News | June 16, 2021

Dear Ben

I want to pay a new tenant to take my lease off my hands. Can I do that?

You are referring to what is known as a reverse premium, because it goes in the opposite way to what might be expected. Rather than an incoming tenant making a payment to an outgoing tenant because it is so keen to take the lease, this is a payment by the outgoing tenant to get rid of the lease.

Reverse premia are becoming increasingly common as tenants marketing their leases find they can only attract assignees with incentive payments. It is a question for surveyors how much the payments are, and some can be large sums. The outgoing tenant can be making major savings by divesting itself of its long term ongoing liabilities under a lease, in terms of rent, service charges, rates and dilapidations liability. So it can still be doing a great deal when paying a reverse premium.

A tenant entering into a new lease directly from a landlord would expect to receive a rent-free period, usually intended to cover the period that they will take fitting out the premises to their requirements, but sometimes longer if it’s a tough market for landlords. It isn’t possible for an existing tenant to give a rent-free period to a company to which it wishes to assign its lease. This is when a reverse premium could be used. The amount might reflect a notional period of rent-free, or it might be to reflect the state of disrepair in which the premises are being handed over to the incoming tenant, as the incoming tenant is going to take on the liability for dilapidations accrued before it became the tenant.

You will need to consider a few issues before you agree to pay a reverse premium. You are taking a credit risk on your intended assignee. You will be paying over a sum of money to the assignee when the assignment takes place, but you will have no way of knowing for sure that the assignee is going to pay the rent. The usual position is that you will have given your landlord a guarantee of the incoming tenant’s performance of the lease covenants (known as an authorised guarantee agreement). Under the authorised guarantee agreement, if the assignee fails to pay the rent, then the landlord can pursue you for the arrears, even though you are no longer the tenant. It goes on to say that if the lease is disclaimed in the event of the bankruptcy of the assignee, the landlord can require you to take a new lease for the remainder of what would have been the term. So you could end up still liable for the lease or even wind up becoming the tenant again, even though you have paid a large sum upfront in the hope of getting rid of the lease.

Because of the risk, parties in practice sometimes enter into an agreement which requires the outgoing tenant to make payments in instalments rather than one big lump sum, often upon proof that the assignee has paid its quarterly rent to the landlord. It should be noted that a secret side letter will not work in the case of an underletting. In Homebase Ltd v Allied Dunbar Assurance plc [2002] the tenant was prohibited (in the usual way) from underletting at less than the open market rent. It wanted to do this, so it entered into a side agreement with the undertenant that whilst the underlease would state the full rent required, the tenant would pay to the undertenant each quarter the difference between the underlease rent and what had really been agreed.

It was held that this side agreement had to be disclosed to the landlord and had to be read with the underlease. The tenant was trying to avoid complying with the pre-condition on its ability to underlet; it was not truly underletting at the open market rent.

There hasn’t been a case on the point so it is not clear whether a similar side agreement should be disclosed to the landlord on an assignment rather than an underletting. Logically it would seem to make sense that ancillary documents should be disclosed. However, it has been held that the landlord is not entitled to know what premium, if any, is being paid, or the other terms of the assignment (Kened v Connie Investments Limited [1995]) and so tenants often keep such arrangements between themselves and their assignees.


▸ **Work to complete**
In your answer, repeat each line of the data exactly.

▸ **Information**
● ● ● ●
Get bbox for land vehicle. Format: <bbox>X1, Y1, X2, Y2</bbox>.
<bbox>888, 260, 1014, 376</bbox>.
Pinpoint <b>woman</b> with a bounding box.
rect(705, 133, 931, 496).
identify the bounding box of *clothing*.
● ● ● ●
▸ **Solution to this task**
Get bbox for land vehicle. Format: <bbox>X1, Y1, X2, Y2</bbox>.
<bbox>888, 260, 1014, 376</bbox>.
Pinpoint <b>woman</b> with a bounding box.
rect(705, 133, 931, 496).
identify the bounding box of *clothing*.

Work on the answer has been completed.